A Super Bowl challenge: keeping young people interested in football when TikTok does so much more
Briefly

A Super Bowl challenge: keeping young people interested in football when TikTok does so much more
"The more you use TikTok, the happier you should be with it, because it does look for content that it thinks you will enjoy. Why would you turn to watch a football game that you may or may not like when TikTok is a guaranteed homerun?"
"A football game takes almost four hours. Do you have any idea how much TikTok content you could watch instead in those four hours? The tradeoff, I think, for a lot of kids would be, 'Oh my god! When is this going to end?'"
"If you look at Nickelodeon they have an NFL show where if you watch they have NFL games and highlights, but they use gak -- so green slime will come down the screen when there's a touchdown, or the football, if it's Christmas, might turn into a present."
"Put different icons and emojis and things in the clips. Enable them to video themselves wearing a Patriots or Seahawks helmets, thinking through the advertisements. Are there things that children could do on their phones to kind of game-ifying the advertising experience."
People born since 1997 increasingly prefer personalized short-form platforms like YouTube and TikTok that surface content tailored to their interests. Algorithmically curated clips offer rapid, sustained engagement that competes directly with live sports, which are long and slower-paced. The current average prime-time NFL viewer is 62 years old, prompting networks to use halftime performers and kid-focused broadcasts with playful visual effects. Additional approaches to attract younger audiences include adding icons, emojis, user-generated features to gamify ads, and leveraging legal betting to increase real-time viewer investment in games.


→ EXERCISE DETAILS:
Only one stretch of the records below should be repeated. It starts with the line containing "Image is 852x448 pixels." and goes on through the line containing "Image is 826x425 pixels.", exactly as written.

→ RECORDS SUPPLIED:

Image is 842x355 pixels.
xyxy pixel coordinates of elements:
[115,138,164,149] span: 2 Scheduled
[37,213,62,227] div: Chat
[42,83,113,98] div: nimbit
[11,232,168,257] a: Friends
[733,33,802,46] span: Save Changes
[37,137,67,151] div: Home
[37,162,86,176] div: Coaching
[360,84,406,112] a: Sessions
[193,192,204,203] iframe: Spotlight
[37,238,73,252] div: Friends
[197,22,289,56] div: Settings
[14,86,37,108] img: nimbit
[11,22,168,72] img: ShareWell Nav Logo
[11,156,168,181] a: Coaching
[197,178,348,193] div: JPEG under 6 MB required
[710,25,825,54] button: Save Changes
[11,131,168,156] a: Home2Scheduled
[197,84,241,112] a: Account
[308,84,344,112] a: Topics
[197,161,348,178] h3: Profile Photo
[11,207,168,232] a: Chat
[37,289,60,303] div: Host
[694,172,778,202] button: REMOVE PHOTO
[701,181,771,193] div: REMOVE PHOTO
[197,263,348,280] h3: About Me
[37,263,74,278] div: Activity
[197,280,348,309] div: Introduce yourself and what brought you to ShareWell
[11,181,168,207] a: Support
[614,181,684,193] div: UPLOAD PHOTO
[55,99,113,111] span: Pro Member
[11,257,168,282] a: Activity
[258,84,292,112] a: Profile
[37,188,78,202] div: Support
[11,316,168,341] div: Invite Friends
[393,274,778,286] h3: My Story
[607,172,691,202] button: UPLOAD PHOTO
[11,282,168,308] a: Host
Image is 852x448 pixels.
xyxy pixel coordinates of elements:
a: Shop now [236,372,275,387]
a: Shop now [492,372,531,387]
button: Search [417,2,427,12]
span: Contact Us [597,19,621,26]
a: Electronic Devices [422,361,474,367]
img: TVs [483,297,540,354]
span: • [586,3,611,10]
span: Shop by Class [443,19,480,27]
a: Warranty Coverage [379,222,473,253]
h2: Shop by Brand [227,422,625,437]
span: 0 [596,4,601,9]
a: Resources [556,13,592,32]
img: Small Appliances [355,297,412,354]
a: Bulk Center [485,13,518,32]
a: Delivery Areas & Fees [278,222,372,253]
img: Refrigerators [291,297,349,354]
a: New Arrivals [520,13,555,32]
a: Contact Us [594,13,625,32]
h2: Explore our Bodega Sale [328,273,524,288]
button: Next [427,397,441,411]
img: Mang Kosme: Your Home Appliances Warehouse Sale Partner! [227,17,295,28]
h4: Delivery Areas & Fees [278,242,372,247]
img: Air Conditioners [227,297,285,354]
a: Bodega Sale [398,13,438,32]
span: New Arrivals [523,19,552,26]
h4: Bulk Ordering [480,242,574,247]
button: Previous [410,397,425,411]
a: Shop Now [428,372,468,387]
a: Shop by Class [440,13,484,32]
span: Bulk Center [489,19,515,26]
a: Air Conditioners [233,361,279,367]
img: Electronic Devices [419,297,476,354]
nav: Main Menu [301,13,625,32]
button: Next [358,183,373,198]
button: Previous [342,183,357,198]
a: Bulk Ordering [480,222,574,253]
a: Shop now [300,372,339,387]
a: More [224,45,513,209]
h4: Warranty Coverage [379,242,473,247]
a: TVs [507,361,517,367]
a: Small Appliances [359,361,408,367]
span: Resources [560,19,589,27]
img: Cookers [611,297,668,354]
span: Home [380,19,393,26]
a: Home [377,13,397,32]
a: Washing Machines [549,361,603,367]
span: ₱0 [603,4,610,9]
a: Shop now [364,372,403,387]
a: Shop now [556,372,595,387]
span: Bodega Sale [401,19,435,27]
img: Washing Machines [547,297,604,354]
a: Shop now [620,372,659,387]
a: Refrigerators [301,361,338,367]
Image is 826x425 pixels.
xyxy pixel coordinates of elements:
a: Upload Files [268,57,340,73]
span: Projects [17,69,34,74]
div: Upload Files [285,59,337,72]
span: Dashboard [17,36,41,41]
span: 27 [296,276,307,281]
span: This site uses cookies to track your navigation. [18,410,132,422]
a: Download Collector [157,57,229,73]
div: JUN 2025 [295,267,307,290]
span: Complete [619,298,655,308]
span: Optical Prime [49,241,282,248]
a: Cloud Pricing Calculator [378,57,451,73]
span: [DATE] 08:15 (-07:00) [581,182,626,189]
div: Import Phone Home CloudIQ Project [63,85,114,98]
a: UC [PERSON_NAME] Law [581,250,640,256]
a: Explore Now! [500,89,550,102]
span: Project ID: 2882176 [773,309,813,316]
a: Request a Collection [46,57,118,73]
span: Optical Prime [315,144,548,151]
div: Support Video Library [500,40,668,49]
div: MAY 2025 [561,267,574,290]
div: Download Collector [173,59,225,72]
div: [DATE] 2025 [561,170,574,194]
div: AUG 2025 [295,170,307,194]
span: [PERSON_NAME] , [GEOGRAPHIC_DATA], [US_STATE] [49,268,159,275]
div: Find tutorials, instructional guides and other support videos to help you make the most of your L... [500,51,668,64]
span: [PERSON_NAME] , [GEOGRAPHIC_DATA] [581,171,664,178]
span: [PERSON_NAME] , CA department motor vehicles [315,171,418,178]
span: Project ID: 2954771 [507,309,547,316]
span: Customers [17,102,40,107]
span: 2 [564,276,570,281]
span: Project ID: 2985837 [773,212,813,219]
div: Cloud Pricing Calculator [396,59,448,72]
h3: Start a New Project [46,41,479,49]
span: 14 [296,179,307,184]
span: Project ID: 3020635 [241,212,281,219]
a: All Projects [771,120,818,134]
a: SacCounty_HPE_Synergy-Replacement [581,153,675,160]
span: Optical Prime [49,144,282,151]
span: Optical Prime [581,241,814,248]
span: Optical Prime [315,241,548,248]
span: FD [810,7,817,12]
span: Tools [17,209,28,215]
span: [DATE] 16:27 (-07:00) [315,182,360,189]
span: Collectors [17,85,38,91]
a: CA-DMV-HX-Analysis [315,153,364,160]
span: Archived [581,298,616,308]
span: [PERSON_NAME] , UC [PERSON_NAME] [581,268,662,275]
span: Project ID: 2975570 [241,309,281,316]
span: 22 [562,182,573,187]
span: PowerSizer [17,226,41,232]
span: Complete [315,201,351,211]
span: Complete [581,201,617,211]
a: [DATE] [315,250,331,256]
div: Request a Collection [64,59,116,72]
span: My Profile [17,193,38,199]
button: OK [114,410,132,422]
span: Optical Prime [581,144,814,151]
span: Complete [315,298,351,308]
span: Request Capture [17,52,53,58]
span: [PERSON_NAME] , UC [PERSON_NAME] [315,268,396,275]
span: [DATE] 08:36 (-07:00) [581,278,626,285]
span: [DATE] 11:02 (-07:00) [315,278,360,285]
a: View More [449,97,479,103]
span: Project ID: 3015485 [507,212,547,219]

→ ANSWER SPACE:
Image is 852x448 pixels.
xyxy pixel coordinates of elements:
a: Shop now [236,372,275,387]
a: Shop now [492,372,531,387]
button: Search [417,2,427,12]
span: Contact Us [597,19,621,26]
a: Electronic Devices [422,361,474,367]
img: TVs [483,297,540,354]
span: • [586,3,611,10]
span: Shop by Class [443,19,480,27]
a: Warranty Coverage [379,222,473,253]
h2: Shop by Brand [227,422,625,437]
span: 0 [596,4,601,9]
a: Resources [556,13,592,32]
img: Small Appliances [355,297,412,354]
a: Bulk Center [485,13,518,32]
a: Delivery Areas & Fees [278,222,372,253]
img: Refrigerators [291,297,349,354]
a: New Arrivals [520,13,555,32]
a: Contact Us [594,13,625,32]
h2: Explore our Bodega Sale [328,273,524,288]
button: Next [427,397,441,411]
img: Mang Kosme: Your Home Appliances Warehouse Sale Partner! [227,17,295,28]
h4: Delivery Areas & Fees [278,242,372,247]
img: Air Conditioners [227,297,285,354]
a: Bodega Sale [398,13,438,32]
span: New Arrivals [523,19,552,26]
h4: Bulk Ordering [480,242,574,247]
button: Previous [410,397,425,411]
a: Shop Now [428,372,468,387]
a: Shop by Class [440,13,484,32]
span: Bulk Center [489,19,515,26]
a: Air Conditioners [233,361,279,367]
img: Electronic Devices [419,297,476,354]
nav: Main Menu [301,13,625,32]
button: Next [358,183,373,198]
button: Previous [342,183,357,198]
a: Bulk Ordering [480,222,574,253]
a: Shop now [300,372,339,387]
a: More [224,45,513,209]
h4: Warranty Coverage [379,242,473,247]
a: TVs [507,361,517,367]
a: Small Appliances [359,361,408,367]
span: Resources [560,19,589,27]
img: Cookers [611,297,668,354]
span: Home [380,19,393,26]
a: Home [377,13,397,32]
a: Washing Machines [549,361,603,367]
span: ₱0 [603,4,610,9]
a: Shop now [364,372,403,387]
a: Shop now [556,372,595,387]
span: Bodega Sale [401,19,435,27]
img: Washing Machines [547,297,604,354]
a: Shop now [620,372,659,387]
a: Refrigerators [301,361,338,367]
Image is 826x425 pixels.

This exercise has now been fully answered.